Cultural historian Cheng Pei-kai takes us back to his trip to Shengzhou, Zhejiang, where he visited the gravesite of Jin dynasty calligrapher Wang Xizhi, the Sage of Calligraphy. In the depths of the lush forest with mountains peeking through, what does it mean to travel the distance to pay respects to an ancestor and honour their virtues?
Cultural revolution
Society
Learning of a recent performance in the US by Suzhou musicians, SPH Chinese Media Group editor-in-chief Lee Huay Leng muses on the role that the Philadelphia Orchestra’s visit to Beijing had played in US-China relations in the 1970s. While no substitute for hard diplomacy, cultural exchanges can sow seeds of friendship among different peoples, and help the world reap something beautiful in the future.
Politics
Commentator Lew Mon-hung notes that recent public opinion in China has been advocating a closed-door policy, sharply diverting away from the national policy of reform and opening up taken in 1978. Will China change course and reverse its decades-long process?
Politics
East Asian Institute senior research fellow Lance Gore argues that two contexts made Xi’s resurrection of ideological orthodoxy almost inevitable — Leninist party rule and China’s rise on the global stage. But Xi’s return to ideology may be to China’s detriment, as it could reverse achievements of the reform and opening up era, and also set China on a collision course with Western liberal democracies.
Politics
Lance Gore reflects on what Chinese Communist Party cadres today understand by the phrase “Serve the People”, stating that people in positions of power could either serve the people slavishly or ride roughshod over them. The impetus to do right by the populace is simply not ensured. As the authorities seek to get the people more involved in “whole-process democracy”, they will need to consider how the regime’s affinity with the people may be maintained in the absence of electoral democracy.
Politics
How the China-US conflict will end very much depends on the vociferous court of public opinion of each country. At the moment, political correct views are being spewed on both sides. Such behaviour shows a common human weakness to demonise the other and threaten to keep both sides locked in a vortex of vitriol.
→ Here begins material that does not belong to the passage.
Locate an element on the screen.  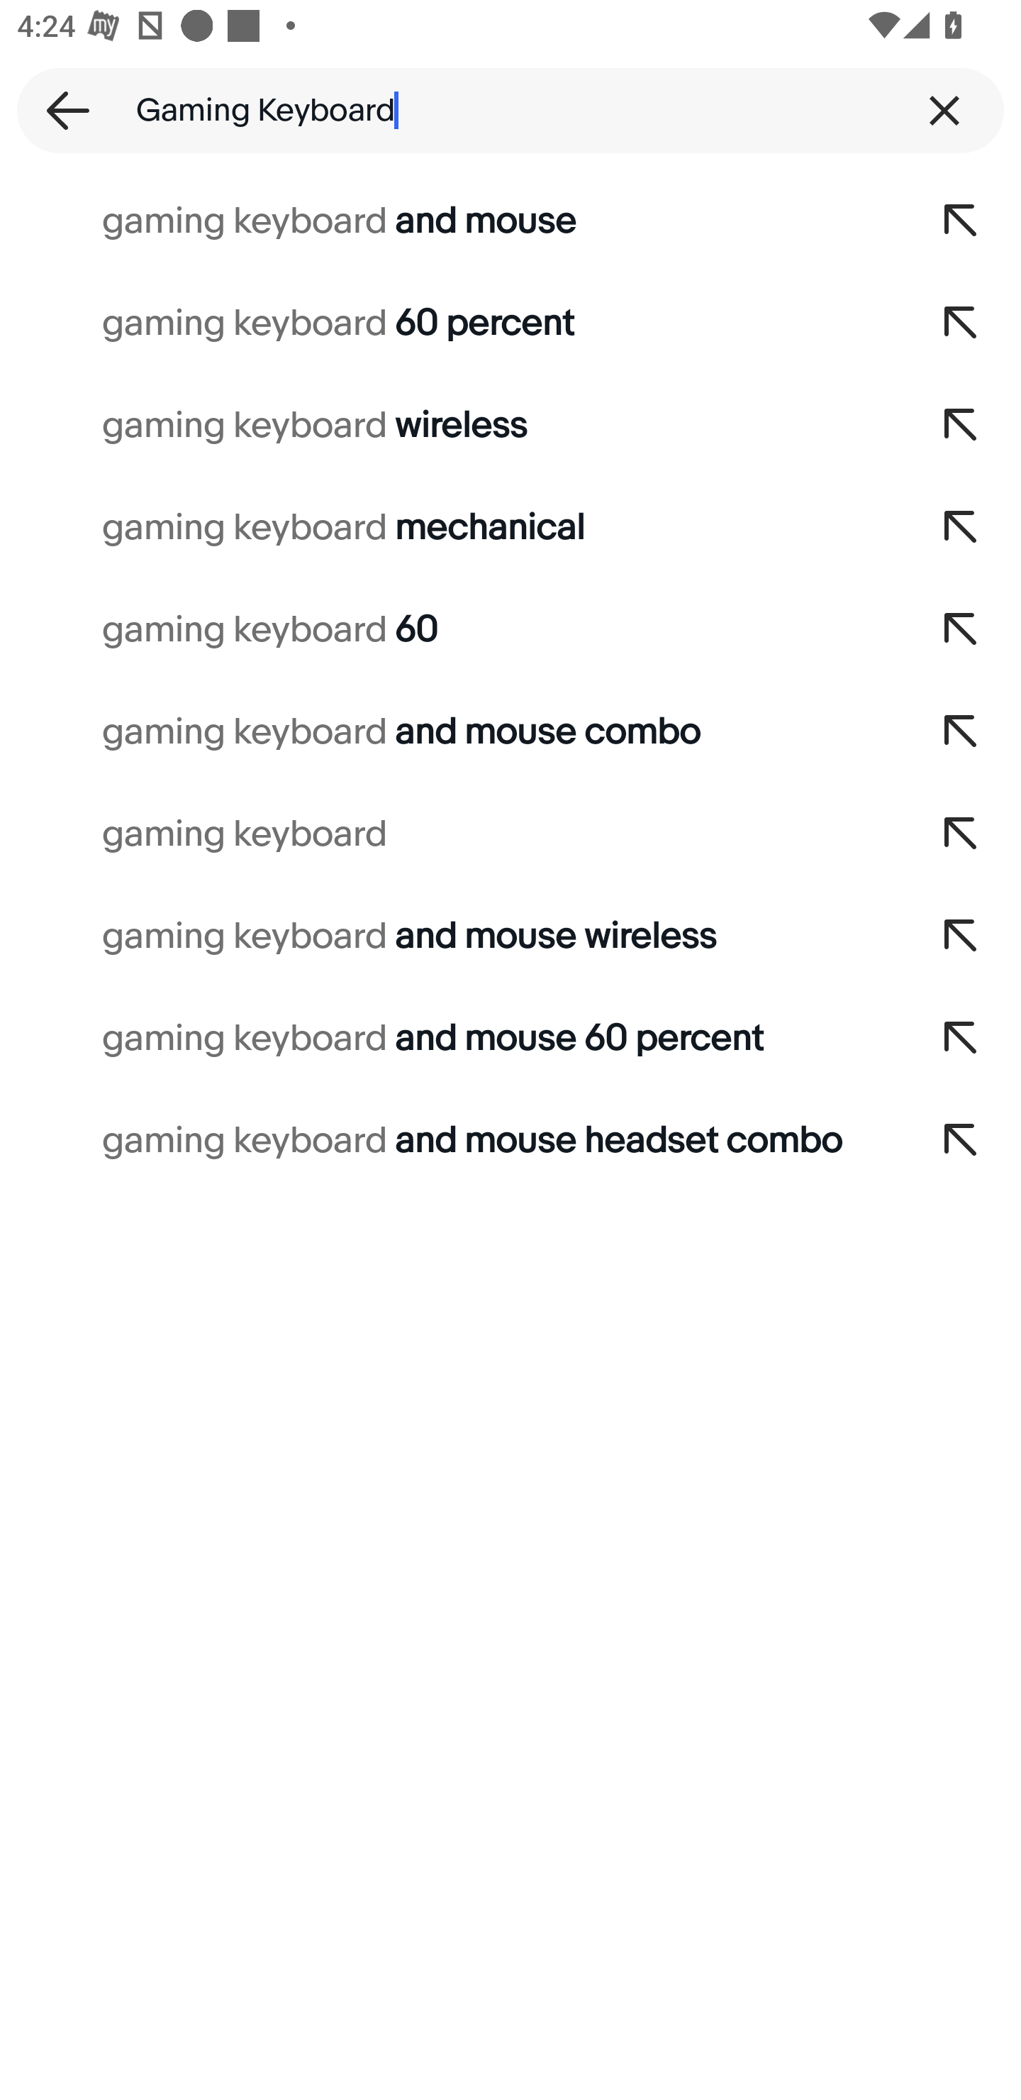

East Asia Institute academic Lance Gore implores the people of both countries to keep their senses and adhere to their better judgement. In particular, China should be clear-eyed that the combined strength of the US and its allies exceeds any level China may attain in the foreseeable future and act accordingly.
Society
Another internet furore has erupted, this time over a Shanghai college lecturer who was ratted out by her student and accused of being “spiritually Japanese” for questioning the death toll of the Nanjing Massacre. Are fears of a Cultural Revolution returning justified as people feel emboldened to tell on others without much thought?
Politics
After the Cultural Revolution, the Communist Party of China gradually instituted a system of leadership renewal so that the party would not face a “generational break” in the party’s leadership. At the provincial level, party leaders are typically in their 50s and seen to be in the prime of their lives and ready to ascend to even higher positions at the national level. Yu Zeyuan highlights the rising stars in this latest round of provincial movements.
History
Professor Wang Gungwu, recipient of the 2020 Tang Prize in Sinology, delivered a Tang Prize Laureate Lecture at Tang Prize 2021 on 20 November. In tracing China’s history from empire to nation, he relates in tandem his journey of becoming a historian, from being a Chinese overseas in his youth, then returning briefly to the motherland before starting a new life in a new country. “That seemed like the real meaning of my leaving China,” he says, “ requiring me to think as a huaqiao settling down as a citizen of a foreign country... But I did learn that I could leave China but China did not leave me.” Whether in his studies of the Five Dynasties period of the 10th century or Mao’s China and the struggle to find its future after throwing away its own past, he noted that wen (文)-texts supported central power and shaped the system’s collective memory, and were most useful as the shi (史) records of every dynasty. This nexus can perhaps help us understand how one Confucian past could serve to denigrate one set of leaders but provide greater legitimacy for another, and how the continuity of China’s history can be preserved in the future.